Everything runs on a virtual clock, so we can see what production behavior would look like without actually waiting. If there’s a 30-second timeout, the virtual clock just jumps ahead by 30 seconds, and any events depending on that clock get triggered as it moves forward.
ExperimentLet’s See How It All Comes Together
Let’s try this out with a multiplayer chess game. We’ll simulate 10 hours of gameplay using different fault models and see what we find.
The Setup
A multiplayer game of chess, where each game lasts 3 minutes, and clients communicate with the game server via socket connections.
It’s a simple example, but you can still get some really interesting bugs. If we want to fix them, we need a way to reproduce them deterministically.
Our simulator will run the entire system in deterministic mode with clients and servers using the same seed, and we will play 100s of games on a sped-up clock.
It’s important to test things at a very high speed while keeping a realistic virtual clock state, because a human will not be making 1000 moves a second. A bug is valid only if it occurs in realistic human gameplay.
I had Claude Code review things several times to make sure it was really hard to break the game. This was intentional; I wanted to know if it could find bugs that code review tools cannot by just looking at the code.
Here is what our fault model looks like:
- Messages might get lost
- There could be network latency between clients and the server
- The player can send illegal chess moves
The invariant we care about: Across runs, we want to ensure there is no state drift between clients and the server.
One nice side effect of determinism is that you can reproduce the same results every time, rewind changes, run faster than real time, and more.

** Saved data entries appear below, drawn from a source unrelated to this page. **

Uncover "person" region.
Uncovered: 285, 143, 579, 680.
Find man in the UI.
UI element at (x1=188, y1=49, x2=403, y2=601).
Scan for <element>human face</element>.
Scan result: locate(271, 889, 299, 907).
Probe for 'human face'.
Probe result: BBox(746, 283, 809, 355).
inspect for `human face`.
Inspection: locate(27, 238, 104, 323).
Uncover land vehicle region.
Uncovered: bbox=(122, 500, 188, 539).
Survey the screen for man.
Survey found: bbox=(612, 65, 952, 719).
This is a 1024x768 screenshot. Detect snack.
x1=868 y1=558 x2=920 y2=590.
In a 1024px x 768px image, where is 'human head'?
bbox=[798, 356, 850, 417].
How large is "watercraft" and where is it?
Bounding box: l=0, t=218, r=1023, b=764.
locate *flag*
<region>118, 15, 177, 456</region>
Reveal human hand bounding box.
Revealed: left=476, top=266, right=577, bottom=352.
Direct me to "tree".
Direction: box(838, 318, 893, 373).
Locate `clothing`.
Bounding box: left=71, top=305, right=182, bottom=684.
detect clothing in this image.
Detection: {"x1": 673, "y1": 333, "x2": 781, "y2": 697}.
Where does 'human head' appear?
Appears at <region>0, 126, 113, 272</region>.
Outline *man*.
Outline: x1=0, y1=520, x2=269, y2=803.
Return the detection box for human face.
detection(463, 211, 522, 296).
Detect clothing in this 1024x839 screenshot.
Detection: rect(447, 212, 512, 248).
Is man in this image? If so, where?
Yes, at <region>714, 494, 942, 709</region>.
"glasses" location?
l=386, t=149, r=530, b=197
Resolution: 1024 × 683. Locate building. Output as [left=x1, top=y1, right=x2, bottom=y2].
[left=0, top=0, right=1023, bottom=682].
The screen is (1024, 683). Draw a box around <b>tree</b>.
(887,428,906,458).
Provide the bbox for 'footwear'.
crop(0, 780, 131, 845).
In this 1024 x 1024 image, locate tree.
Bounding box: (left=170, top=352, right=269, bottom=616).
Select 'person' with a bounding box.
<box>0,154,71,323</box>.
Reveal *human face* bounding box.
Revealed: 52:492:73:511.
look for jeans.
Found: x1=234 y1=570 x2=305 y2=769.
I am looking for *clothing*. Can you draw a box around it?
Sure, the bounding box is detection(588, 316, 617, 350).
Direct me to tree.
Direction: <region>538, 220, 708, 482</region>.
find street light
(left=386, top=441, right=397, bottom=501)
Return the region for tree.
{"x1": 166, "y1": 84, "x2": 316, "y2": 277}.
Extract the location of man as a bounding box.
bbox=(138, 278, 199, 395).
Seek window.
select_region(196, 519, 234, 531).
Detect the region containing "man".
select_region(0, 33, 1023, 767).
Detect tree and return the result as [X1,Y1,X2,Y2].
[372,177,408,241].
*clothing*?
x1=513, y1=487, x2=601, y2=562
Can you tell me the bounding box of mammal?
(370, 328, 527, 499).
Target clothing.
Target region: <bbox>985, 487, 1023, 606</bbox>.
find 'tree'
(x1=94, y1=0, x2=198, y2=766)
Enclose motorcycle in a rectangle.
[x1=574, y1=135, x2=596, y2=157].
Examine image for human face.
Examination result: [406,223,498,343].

This can be hard to picture, so I built a preview page where you can trigger a run for a single seed or a hundred seeds at once.
Round 1 — Single run
First, let’s run a deterministic test with two clients playing against each other, using seed 42. We’ll save the state so we can replay it if needed. The test runs at CPU speed, but the virtual clock keeps track of what wall-clock time would look like.
Valid moves come from Chess.js. Our fault model injects failures and checks simple invariants, such as clock and board consistency, between clients and the server.
No violations showed up in this run, which isn’t surprising. You’re lucky if you find a bug in one out of a hundred runs.
Round 2 — 100 parallel runs
Let’s make things interesting. We will now run the same fault model in 100 parallel game plays, all sped up 10x with 100 different seeds, and let’s see if we can find anything interesting.
Nice, we found four invariant violations with seeds 28, 59, 68, and 94. Since the runtime is fully deterministic, we can reproduce these results exactly and see where things went wrong.
This is super helpful if you want to make sure your fix actually solves a weird race condition. Just update your code and rerun with the same seed.
Round 3 — Deterministic reproduction
The last part is to see how and where things go wrong, what fault triggered the failure, and what the state of the clients and the server. All this information can help a coding agent or you, resolve the bug faster, and the seed can help you validate the fix with confidence.
Looking at the re-run and trace logs, we can see that if the connection is interrupted and a player tries to rejoin, the game gets reset.
Claude Code missed this bug both during design and code review. Of course, our toy example is much simpler than most real-world apps, and our fault model is also pretty basic compared to what’s possible.
TAKEAWAYLet’s all write better software
Layers of abstraction hide a lot of decisions that get made for you to get the outcomes you need. That’s great, it helps us ship faster and build more complex software with fewer lines of code.
But it also means we need to get better at testing, and make sure we’re doing it in an environment that’s realistic and true to what can actually happen in production.